Helen Humes was a singer known for having the best vocal style during her time. Along with other well-known jazz singers of the swing era, Humes helped shape and define the sound of vocal swing music.
Humes was born on June 23, 1913, in Louisville, Kentucky, to Emma Johnson and John Henry Humes. She grew up as an only child. Her mother was a schoolteacher, and her father was the first black attorney in town.
Humes had a happy childhood and learned to play the trumpet and piano at a very young age. As a young girl, she sang with the local Sunday school band, which boasted future jazz stars such as Jonah Jones and Dickey Wells.
In 1927, she made her first records for the OKeh label in St. Louis. Humes then went to New York and she recorded again, this time accompanied by James P. Johnson. For several years, she worked with the orchestra led by Vernon Andrade, star of Harlem’s Renaissance Ballroom.
She was later offered a job by Count Basie, but turned it down because the pay was too low. The following year she changed her mind and signed up, replacing Billie Holiday.
She left Basie in 1941 to freelance. By 1944, she was working on the West Coast. She had moved into the then-popular R&B field. Humes had a big hit with Be-Baba-Leba, recorded with Bill Doggett, and on a 1947 session in New York, was supervised by John Hammond, Jr. She made some excellent mainstream jazz records with Buck Clayton and Teddy Wilson.
By the 1950s, after another big hit, Million Dollar Secret, her career slowed significantly and this hiatus continued into the late 1960s; she officially retired to care for ailing members of her family
Nevertheless, her voice retained a youthful sound into her 60s, and her late-period recordings were among the best she ever made. Helen Humes died on September 13, 1981.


■ **BRIEF**: List every line below containing "label".

■ **AVAILABLE DATA**:

+ + + + +

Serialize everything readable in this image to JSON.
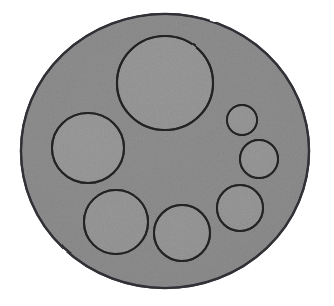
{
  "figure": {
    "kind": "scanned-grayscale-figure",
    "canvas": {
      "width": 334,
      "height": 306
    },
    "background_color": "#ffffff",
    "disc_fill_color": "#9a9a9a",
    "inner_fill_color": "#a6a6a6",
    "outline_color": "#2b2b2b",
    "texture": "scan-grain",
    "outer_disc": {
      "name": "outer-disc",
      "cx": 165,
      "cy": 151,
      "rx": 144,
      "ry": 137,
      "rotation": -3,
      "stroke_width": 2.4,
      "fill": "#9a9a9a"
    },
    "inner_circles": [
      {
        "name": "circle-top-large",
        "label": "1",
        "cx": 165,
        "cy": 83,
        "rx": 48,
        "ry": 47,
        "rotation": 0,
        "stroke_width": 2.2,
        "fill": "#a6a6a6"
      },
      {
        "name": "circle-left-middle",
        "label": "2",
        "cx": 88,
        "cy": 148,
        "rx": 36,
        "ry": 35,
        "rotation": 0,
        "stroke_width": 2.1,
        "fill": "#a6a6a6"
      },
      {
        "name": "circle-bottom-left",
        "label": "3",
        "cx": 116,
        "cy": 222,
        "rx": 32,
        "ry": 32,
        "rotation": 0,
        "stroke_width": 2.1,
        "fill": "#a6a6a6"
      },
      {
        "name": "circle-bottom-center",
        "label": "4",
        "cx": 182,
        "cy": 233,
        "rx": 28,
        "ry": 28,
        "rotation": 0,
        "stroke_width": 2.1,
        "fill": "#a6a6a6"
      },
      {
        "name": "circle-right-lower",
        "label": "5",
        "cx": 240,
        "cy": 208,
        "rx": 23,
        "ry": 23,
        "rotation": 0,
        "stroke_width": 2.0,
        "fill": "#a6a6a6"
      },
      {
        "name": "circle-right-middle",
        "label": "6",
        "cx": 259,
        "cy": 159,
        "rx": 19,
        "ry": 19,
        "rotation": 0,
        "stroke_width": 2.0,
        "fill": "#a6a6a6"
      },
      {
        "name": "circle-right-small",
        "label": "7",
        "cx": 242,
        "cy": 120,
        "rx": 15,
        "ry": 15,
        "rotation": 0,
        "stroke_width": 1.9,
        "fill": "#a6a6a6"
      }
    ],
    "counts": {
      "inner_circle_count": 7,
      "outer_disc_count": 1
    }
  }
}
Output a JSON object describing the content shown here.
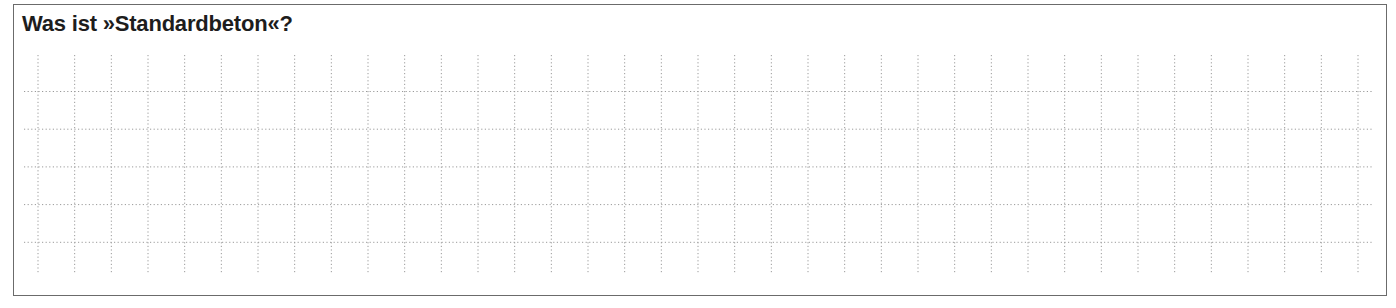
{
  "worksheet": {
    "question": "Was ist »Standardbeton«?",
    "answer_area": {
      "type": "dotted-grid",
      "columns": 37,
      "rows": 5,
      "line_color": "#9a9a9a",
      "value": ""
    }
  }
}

+ + + + +

■ **EXPECTED ANSWER**:
        "label": "1",
        "label": "2",
        "label": "3",
        "label": "4",
        "label": "5",
        "label": "6",
        "label": "7",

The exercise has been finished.